The LA sought a care order in August 2024 and a placement order (for adoption) in March 2025. In April 2025, the LA applied for an interim care order (ICO) with a plan for separation and placement, one which encompassed early permanent prospective adopters. The final hearing took place in August 2025 before Recorder Magennis, who found that the threshold for intervention was met based on the likelihood of future significant physical and emotional harm, even though L was a thriving child who had suffered no actual harm and shared a loving bond with his mother.

The evidence against the mother centred on her lack of insight into safety risks (e.g., falls, choking hazards), her opposition to professional guidance, and her occasional emotional outbursts or aggression towards social workers and foster carers, which experts suggested were partly due to cultural factors and the stress of the proceedings.

The Recorder subsequently made care and placement orders, leading to L’s immediate separation from his mother. The mother appealed.

Decision:

The CoA set aside the care order and the placement order and remitted the case to the High Court. The main reason was the Recorder’s failure to adhere to the strict legal principles of necessity and proportionality in family law, particularly the “nothing else will do” test for adoption. The core of the judgement was that the Recorder had failed to correctly apply the principle that adoption is the order of last resort, as mandated by the Supreme Court in Re B and the Strasbourg Court in Y v UK.
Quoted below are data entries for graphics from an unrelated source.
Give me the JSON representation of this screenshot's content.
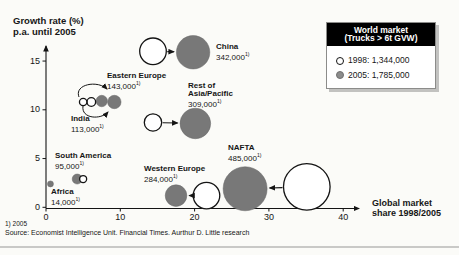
{
  "chart_data": {
    "type": "bubble",
    "title_lines": [
      "Growth rate (%)",
      "p.a. until 2005"
    ],
    "xlabel_lines": [
      "Global market",
      "share 1998/2005"
    ],
    "x_ticks": [
      0,
      10,
      20,
      30,
      40
    ],
    "y_ticks": [
      0,
      5,
      10,
      15
    ],
    "xlim": [
      0,
      44
    ],
    "ylim": [
      0,
      17.5
    ],
    "footnote_marker": "1)",
    "legend": {
      "title_lines": [
        "World market",
        "(Trucks > 6t GVW)"
      ],
      "items": [
        {
          "style": "open",
          "text": "1998: 1,344,000"
        },
        {
          "style": "filled",
          "text": "2005: 1,785,000"
        }
      ]
    },
    "regions": [
      {
        "id": "china",
        "name_lines": [
          "China"
        ],
        "value_2005": "342,000",
        "open": {
          "share": 14.4,
          "growth": 16.0
        },
        "filled": {
          "share": 19.8,
          "growth": 15.9
        }
      },
      {
        "id": "e_europe",
        "name_lines": [
          "Eastern Europe"
        ],
        "value_2005": "143,000",
        "open": {
          "share": 6.1,
          "growth": 10.8
        },
        "filled": {
          "share": 9.2,
          "growth": 10.8
        }
      },
      {
        "id": "india",
        "name_lines": [
          "India"
        ],
        "value_2005": "113,000",
        "open": {
          "share": 5.0,
          "growth": 10.8
        },
        "filled": {
          "share": 7.5,
          "growth": 10.9
        }
      },
      {
        "id": "asia_pacific",
        "name_lines": [
          "Rest of",
          "Asia/Pacific"
        ],
        "value_2005": "309,000",
        "open": {
          "share": 14.4,
          "growth": 8.7
        },
        "filled": {
          "share": 20.1,
          "growth": 8.6
        }
      },
      {
        "id": "nafta",
        "name_lines": [
          "NAFTA"
        ],
        "value_2005": "485,000",
        "open": {
          "share": 35.1,
          "growth": 2.1
        },
        "filled": {
          "share": 26.8,
          "growth": 1.9
        }
      },
      {
        "id": "w_europe",
        "name_lines": [
          "Western Europe"
        ],
        "value_2005": "284,000",
        "open": {
          "share": 21.6,
          "growth": 1.2
        },
        "filled": {
          "share": 17.5,
          "growth": 1.2
        }
      },
      {
        "id": "s_america",
        "name_lines": [
          "South America"
        ],
        "value_2005": "95,000",
        "open": {
          "share": 5.0,
          "growth": 2.9
        },
        "filled": {
          "share": 4.2,
          "growth": 2.9
        }
      },
      {
        "id": "africa",
        "name_lines": [
          "Africa"
        ],
        "value_2005": "14,000",
        "open": null,
        "filled": {
          "share": 0.6,
          "growth": 2.4
        }
      }
    ],
    "colors": {
      "bubble_2005_fill": "#787878",
      "bubble_1998_fill": "#ffffff",
      "axis": "#141414",
      "legend_header_bg": "#000000",
      "legend_header_text": "#ffffff"
    }
  },
  "footnotes": {
    "note": "1) 2005",
    "source": "Source: Economist Intelligence Unit. Financial Times. Aurthur D. Little research"
  }
}
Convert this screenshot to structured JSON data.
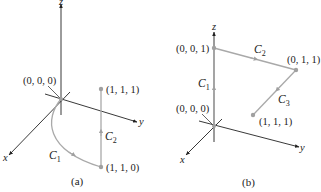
{
  "colors": {
    "axis": "#222222",
    "path": "#a9a9a9",
    "point": "#a0a0a0",
    "text": "#222222"
  },
  "panels": [
    {
      "caption": "(a)",
      "axes": {
        "x": "x",
        "y": "y",
        "z": "z"
      },
      "points": [
        {
          "label": "(0, 0, 0)"
        },
        {
          "label": "(1, 1, 1)"
        },
        {
          "label": "(1, 1, 0)"
        }
      ],
      "curves": [
        {
          "name": "C",
          "sub": "1",
          "description": "curved path from (0, 0, 0) to (1, 1, 0)"
        },
        {
          "name": "C",
          "sub": "2",
          "description": "vertical segment from (1, 1, 0) to (1, 1, 1)"
        }
      ]
    },
    {
      "caption": "(b)",
      "axes": {
        "x": "x",
        "y": "y",
        "z": "z"
      },
      "points": [
        {
          "label": "(0, 0, 1)"
        },
        {
          "label": "(0, 1, 1)"
        },
        {
          "label": "(0, 0, 0)"
        },
        {
          "label": "(1, 1, 1)"
        }
      ],
      "curves": [
        {
          "name": "C",
          "sub": "1",
          "description": "segment from (0, 0, 0) to (0, 0, 1)"
        },
        {
          "name": "C",
          "sub": "2",
          "description": "segment from (0, 0, 1) to (0, 1, 1)"
        },
        {
          "name": "C",
          "sub": "3",
          "description": "segment from (0, 1, 1) to (1, 1, 1)"
        }
      ]
    }
  ]
}
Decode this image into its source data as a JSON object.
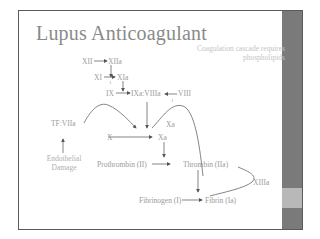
{
  "slide": {
    "title": "Lupus Anticoagulant",
    "note": "Coagulation cascade requires phospholipids",
    "colors": {
      "frame": "#5a5a5a",
      "sidebar": "#7a7a7a",
      "sidebar_accent": "#b8b8b8",
      "title": "#8a8a8a",
      "text": "#9a9a9a",
      "note": "#c4c4c4"
    }
  },
  "diagram": {
    "nodes": {
      "xii": "XII",
      "xiia": "XIIa",
      "xi": "XI",
      "xia": "XIa",
      "ix": "IX",
      "ixa_viiia": "IXa:VIIIa",
      "viii": "VIII",
      "tf_viia": "TF:VIIa",
      "x": "X",
      "xa": "Xa",
      "xa_curve": "Xa",
      "endothelial_damage": "Endothelial Damage",
      "prothrombin": "Prothrombin (II)",
      "thrombin": "Thrombin (IIa)",
      "xiiia": "XIIIa",
      "fibrinogen": "Fibrinogen (I)",
      "fibrin": "Fibrin (Ia)",
      "marker_xi": "1",
      "marker_viii": "1"
    }
  }
}
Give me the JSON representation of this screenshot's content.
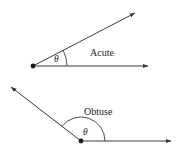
{
  "diagram": {
    "panels": [
      {
        "name": "acute",
        "label": "Acute",
        "angle_symbol": "θ",
        "vertex": [
          33,
          66
        ],
        "ray_horizontal_end": [
          148,
          66
        ],
        "ray_angled_end": [
          135,
          13
        ],
        "approx_angle_deg": 27
      },
      {
        "name": "obtuse",
        "label": "Obtuse",
        "angle_symbol": "θ",
        "vertex": [
          81,
          141
        ],
        "ray_horizontal_end": [
          171,
          141
        ],
        "ray_angled_end": [
          11,
          87
        ],
        "approx_angle_deg": 143
      }
    ],
    "colors": {
      "line": "#3a3a3a",
      "vertex": "#1a1a1a",
      "background": "#ffffff"
    }
  }
}
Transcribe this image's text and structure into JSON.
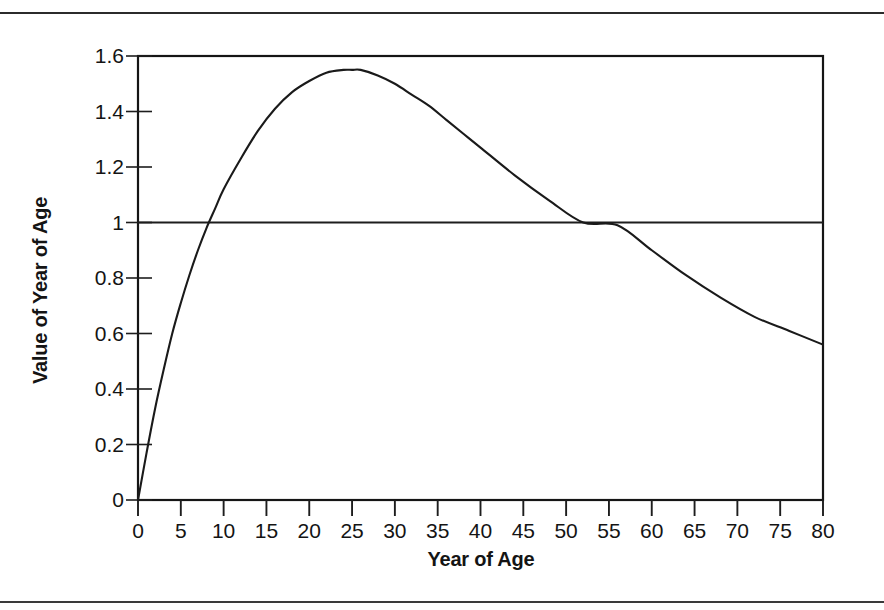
{
  "figure": {
    "y_axis_title": "Value of Year of Age",
    "x_axis_title": "Year of Age"
  },
  "chart_data": {
    "type": "line",
    "title": "",
    "xlabel": "Year of Age",
    "ylabel": "Value of Year of Age",
    "xlim": [
      0,
      80
    ],
    "ylim": [
      0,
      1.6
    ],
    "xticks": [
      0,
      5,
      10,
      15,
      20,
      25,
      30,
      35,
      40,
      45,
      50,
      55,
      60,
      65,
      70,
      75,
      80
    ],
    "xticklabels": [
      "0",
      "5",
      "10",
      "15",
      "20",
      "25",
      "30",
      "35",
      "40",
      "45",
      "50",
      "55",
      "60",
      "65",
      "70",
      "75",
      "80"
    ],
    "yticks": [
      0,
      0.2,
      0.4,
      0.6,
      0.8,
      1,
      1.2,
      1.4,
      1.6
    ],
    "yticklabels": [
      "0",
      "0.2",
      "0.4",
      "0.6",
      "0.8",
      "1",
      "1.2",
      "1.4",
      "1.6"
    ],
    "grid": false,
    "legend": null,
    "reference_lines": [
      {
        "orientation": "horizontal",
        "value": 1,
        "label": ""
      }
    ],
    "annotations": [
      {
        "text": "peak",
        "x": 25,
        "y": 1.55
      },
      {
        "text": "crosses 1.0 rising",
        "x": 8,
        "y": 1
      },
      {
        "text": "crosses 1.0 falling",
        "x": 56,
        "y": 1
      }
    ],
    "series": [
      {
        "name": "Value of Year of Age",
        "color": "#1a1a1a",
        "x": [
          0,
          1,
          2,
          3,
          4,
          5,
          6,
          7,
          8,
          9,
          10,
          12,
          14,
          16,
          18,
          20,
          22,
          24,
          25,
          26,
          28,
          30,
          32,
          34,
          36,
          38,
          40,
          44,
          48,
          52,
          56,
          60,
          64,
          68,
          72,
          76,
          80
        ],
        "values": [
          0,
          0.17,
          0.33,
          0.47,
          0.6,
          0.71,
          0.81,
          0.9,
          0.98,
          1.05,
          1.12,
          1.23,
          1.33,
          1.41,
          1.47,
          1.51,
          1.54,
          1.55,
          1.55,
          1.55,
          1.53,
          1.5,
          1.46,
          1.42,
          1.37,
          1.32,
          1.27,
          1.17,
          1.08,
          1.0,
          0.99,
          0.9,
          0.81,
          0.73,
          0.66,
          0.61,
          0.56
        ]
      }
    ]
  }
}
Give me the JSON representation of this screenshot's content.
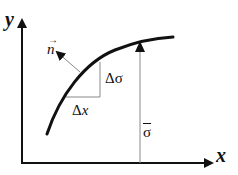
{
  "diagram": {
    "axes": {
      "x_label": "x",
      "y_label": "y"
    },
    "labels": {
      "normal_vector": "n",
      "delta_sigma": "Δσ",
      "delta_x_prefix": "Δ",
      "delta_x_var": "x",
      "sigma_bar": "σ"
    },
    "colors": {
      "axis": "#111111",
      "curve": "#111111",
      "helper_lines": "#888888"
    }
  }
}
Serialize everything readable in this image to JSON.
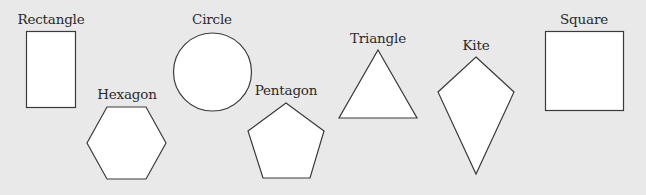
{
  "background_color": "#e9e9e9",
  "shape_fill": "#ffffff",
  "shape_stroke": "#3a3a3a",
  "shapes": [
    {
      "name": "rectangle",
      "label": "Rectangle",
      "label_pos": [
        51,
        13
      ]
    },
    {
      "name": "circle",
      "label": "Circle",
      "label_pos": [
        212,
        13
      ]
    },
    {
      "name": "hexagon",
      "label": "Hexagon",
      "label_pos": [
        127,
        88
      ]
    },
    {
      "name": "pentagon",
      "label": "Pentagon",
      "label_pos": [
        286,
        84
      ]
    },
    {
      "name": "triangle",
      "label": "Triangle",
      "label_pos": [
        378,
        32
      ]
    },
    {
      "name": "kite",
      "label": "Kite",
      "label_pos": [
        476,
        39
      ]
    },
    {
      "name": "square",
      "label": "Square",
      "label_pos": [
        584,
        13
      ]
    }
  ]
}
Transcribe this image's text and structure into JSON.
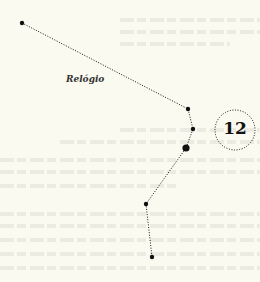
{
  "diagram": {
    "label": "Relógio",
    "badge_number": "12",
    "colors": {
      "background": "#fbfaf0",
      "ink": "#111111",
      "bleed_through": "#ecebe2"
    },
    "points": [
      {
        "x": 22,
        "y": 23,
        "r": 2.2
      },
      {
        "x": 188,
        "y": 109,
        "r": 2.2
      },
      {
        "x": 193,
        "y": 129,
        "r": 2.2
      },
      {
        "x": 186,
        "y": 148,
        "r": 3.6
      },
      {
        "x": 146,
        "y": 204,
        "r": 2.2
      },
      {
        "x": 152,
        "y": 257,
        "r": 2.2
      }
    ],
    "badge": {
      "cx": 235,
      "cy": 130,
      "r": 20
    }
  }
}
Lord Justice Jackson concluded that the mother’s parental deficiencies—primarily involving a lack of insight into safety risks and emotional dysregulation—were not of a sufficient ‘nature and degree’ to justify the termination of the parent/child relationship. The mother’s parenting was within the range of “the eccentric, the barely adequate and the inconsistent” that society must tolerate.

Implications:

This case reinforces the Re B principle that adoption is a ‘draconian step’ and the remedy of last resort where ‘nothing else will do’. The Court emphasised that simply finding a risk of significant harm is not sufficient to justify adoption, as the courts must demonstrate that the proposed measure is necessary and proportionate to that risk. The case makes it clear that courts cannot take the “easiest” or most obvious option (adoption) if less intrusive, support-based options exist.

This judgement requires courts to conduct a thorough, realistic assessment of mitigation strategies and alternative solutions before severing family ties. This means actively exploring and explaining why measures such as supervision orders, nursery placements, and community support are insufficient to manage the risk. The Recorder’s simple acceptance of the ISW’s view that 24/7 support was needed was deemed insufficient.

The case highlights the critical importance of a nuanced approach to non-UK nationals and the interpretation of their style of parenting behaviour. The ruling serves as a strong caution against conflating a parent’s cultural communication style or emotional response to proceedings (especially high-stress proceedings with a power imbalance) with an inherent “lack of insight” into their child’s welfare.